Much more important are certain personal qualities. We need people who can
enhance, perhaps even transform education through shaping a particular type of
culture.
Curriculum as Markers
The etymology
of the term curriculum refers to a
set path. Through time, as more and more traverse a path, the ruts become
deeper; a traveler can have a harder time deviating from the preferred route.
In education this has played out in greater standardization, the curriculum
becoming almost a script for the teacher. Content becomes paramount, and
pedagogy takes on a degree of mechanization.
To a linchpin educator, however, curriculum serves only as markers. It provides a
general sense of direction, but the educator wants to embark on expeditions
with the students, often through exploring interesting problems. The linchpin
not only ignores the map, but shreds it. After all, here during the fourth
industrial revolution, we have no reliable maps.
Questions Trump Answers
As a
general rule, questions can be organized into two categories. The first require
factual answers, those sort of lower-order bits of recall that may win someone
a Trivial Pursuit game. The second provoke higher-level analysis. Perhaps
discourse of some sort may help articulate the stages of determining a possible
answer. They don’t work on bubble tests or robo-graded essays.
These
questions beget even more beautiful questions in some sort of epistemological
evolution. They allow us to unlock even the thorniest problems. They urge us to
question everything. A linchpin educator swims in a sea brimming with “What if’s…” and “How might we’s…,” all the while yelling, “Come on in! The water’s
fine!”
Appreciate Weird
We
shy away from weird. Even sometimes its less-threatening synonyms such as unusual, novel, original. It
defies our created limits, and thus we cannot measure it. That rocks the
stability of the average. We feel unsafe because of how it scoffs at our
expectations.
The linchpin educator embraces the specialness in that which is unique. The
English teacher who sees beyond the misspellings or usage errors to see the
passion, the imagery. The math and science teachers who delight in a loopy
proof or wacky hypothesis and cheer, “Give it a go!” After all, they reason, a
standardized education fosters standardized people…and we have plenty of those.
Comfort with Discomfort
Fear,
confusion, lack of certainty, resentment, jealousy, anger (on all sides)—the
discomfort can manifest itself in these and many other ways. It’s resistance.
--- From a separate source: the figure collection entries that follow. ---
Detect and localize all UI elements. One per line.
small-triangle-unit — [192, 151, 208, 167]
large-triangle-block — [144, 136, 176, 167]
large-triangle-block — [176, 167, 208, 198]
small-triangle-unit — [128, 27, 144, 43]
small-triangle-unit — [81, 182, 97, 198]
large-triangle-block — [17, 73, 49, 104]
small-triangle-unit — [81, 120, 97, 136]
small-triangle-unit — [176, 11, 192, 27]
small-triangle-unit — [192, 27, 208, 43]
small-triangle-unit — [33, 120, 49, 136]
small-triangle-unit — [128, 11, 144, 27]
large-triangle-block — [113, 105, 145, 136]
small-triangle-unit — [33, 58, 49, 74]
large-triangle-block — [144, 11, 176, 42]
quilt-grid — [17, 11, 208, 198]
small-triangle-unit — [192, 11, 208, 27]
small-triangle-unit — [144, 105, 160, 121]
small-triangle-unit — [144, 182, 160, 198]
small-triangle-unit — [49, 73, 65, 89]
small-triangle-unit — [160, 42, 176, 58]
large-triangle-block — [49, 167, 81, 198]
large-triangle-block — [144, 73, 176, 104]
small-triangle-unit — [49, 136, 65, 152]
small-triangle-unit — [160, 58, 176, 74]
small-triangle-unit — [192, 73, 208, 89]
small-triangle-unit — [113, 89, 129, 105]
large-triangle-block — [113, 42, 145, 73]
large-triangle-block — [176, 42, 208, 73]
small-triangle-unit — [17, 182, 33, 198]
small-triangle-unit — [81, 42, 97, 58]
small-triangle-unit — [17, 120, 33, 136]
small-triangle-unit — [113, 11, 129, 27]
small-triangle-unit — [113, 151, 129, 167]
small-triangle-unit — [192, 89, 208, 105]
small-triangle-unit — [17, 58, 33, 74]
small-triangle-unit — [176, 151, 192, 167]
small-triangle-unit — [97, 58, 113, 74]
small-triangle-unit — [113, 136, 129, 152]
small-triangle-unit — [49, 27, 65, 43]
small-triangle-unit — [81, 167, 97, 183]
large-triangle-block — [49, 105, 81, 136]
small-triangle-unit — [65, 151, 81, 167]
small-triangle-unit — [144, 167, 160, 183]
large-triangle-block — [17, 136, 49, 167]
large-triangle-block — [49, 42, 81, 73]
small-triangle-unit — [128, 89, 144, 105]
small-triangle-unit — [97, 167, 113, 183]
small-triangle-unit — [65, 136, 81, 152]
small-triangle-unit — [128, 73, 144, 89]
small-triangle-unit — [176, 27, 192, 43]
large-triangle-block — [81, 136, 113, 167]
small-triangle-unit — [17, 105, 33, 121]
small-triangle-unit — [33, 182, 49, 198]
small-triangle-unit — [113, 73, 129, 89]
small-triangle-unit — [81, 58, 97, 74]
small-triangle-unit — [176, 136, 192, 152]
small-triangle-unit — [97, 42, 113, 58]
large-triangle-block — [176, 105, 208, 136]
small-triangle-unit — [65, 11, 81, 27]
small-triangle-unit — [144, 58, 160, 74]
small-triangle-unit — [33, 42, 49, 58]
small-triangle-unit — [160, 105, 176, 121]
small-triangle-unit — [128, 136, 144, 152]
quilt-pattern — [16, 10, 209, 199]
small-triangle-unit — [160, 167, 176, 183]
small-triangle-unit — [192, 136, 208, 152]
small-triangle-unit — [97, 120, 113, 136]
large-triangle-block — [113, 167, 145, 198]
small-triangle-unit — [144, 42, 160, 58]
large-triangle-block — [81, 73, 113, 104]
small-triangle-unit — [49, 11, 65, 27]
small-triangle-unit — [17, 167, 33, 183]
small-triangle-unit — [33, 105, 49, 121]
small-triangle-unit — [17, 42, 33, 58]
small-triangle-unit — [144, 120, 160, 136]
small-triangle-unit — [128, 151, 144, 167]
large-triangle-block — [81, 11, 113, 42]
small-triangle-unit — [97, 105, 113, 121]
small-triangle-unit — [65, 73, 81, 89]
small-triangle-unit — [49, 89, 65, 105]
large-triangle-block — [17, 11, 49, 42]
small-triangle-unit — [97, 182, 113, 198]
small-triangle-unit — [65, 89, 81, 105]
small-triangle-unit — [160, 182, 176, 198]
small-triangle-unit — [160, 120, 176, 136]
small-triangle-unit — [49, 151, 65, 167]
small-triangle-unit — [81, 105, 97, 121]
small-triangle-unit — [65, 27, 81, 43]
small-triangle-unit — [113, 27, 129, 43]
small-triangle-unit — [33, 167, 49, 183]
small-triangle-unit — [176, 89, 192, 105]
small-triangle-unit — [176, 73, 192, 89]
It comes from those comfortable with the status quo, and even those who aren’t
but feel secure. Or the resistance might be internal, the lizard brain gnashing
its fangs and spitting venom, fed by cynics.
The linchpin educator, though, continues to create art, both drawing on rich
traditions and experimenting with new forms. Just as an education should, the
best art jars us into a new consciousness. It broadens and deepens our
perspectives. It does so through taking risks mitigated by idealism and faith.
A Shrunken Head
All
of this requires a secure, under-control ego. Recall the function of a
linchpin: to hold other pieces in place so that the whole can function.
Ultimately, school is not about teaching. It’s about learning. Ideally,
everyone’s learning. Ironically, an oversized head gets in the way of learning.
Egocentricity causes someone to wrest too much control, to reject
possibilities, to lessen others. It becomes about the I.
The
best educators shrink so that others may grow. It is about us and them. They
challenge and affirm, reflect and imagine, prick and caress. In urging people
to become better, they invoke our higher selves. Linchpin educators thus
give us gifts wrapped in passion.
At the core, how a school functions
depends on the relationships and interactions among all its constituents. Right
now I’m imagining the utter awesomeness of working in a school full of such people.
More importantly, I’m thinking about how truly joyful that school would be for
kids. I see them emerging as the people who solve all our current and future
problems. And some of those kids will grow up and become educators, and we’ll
have more and more such schools. And then more and more flywheels will spin
faster and faster, each held in place by a linchpin educator.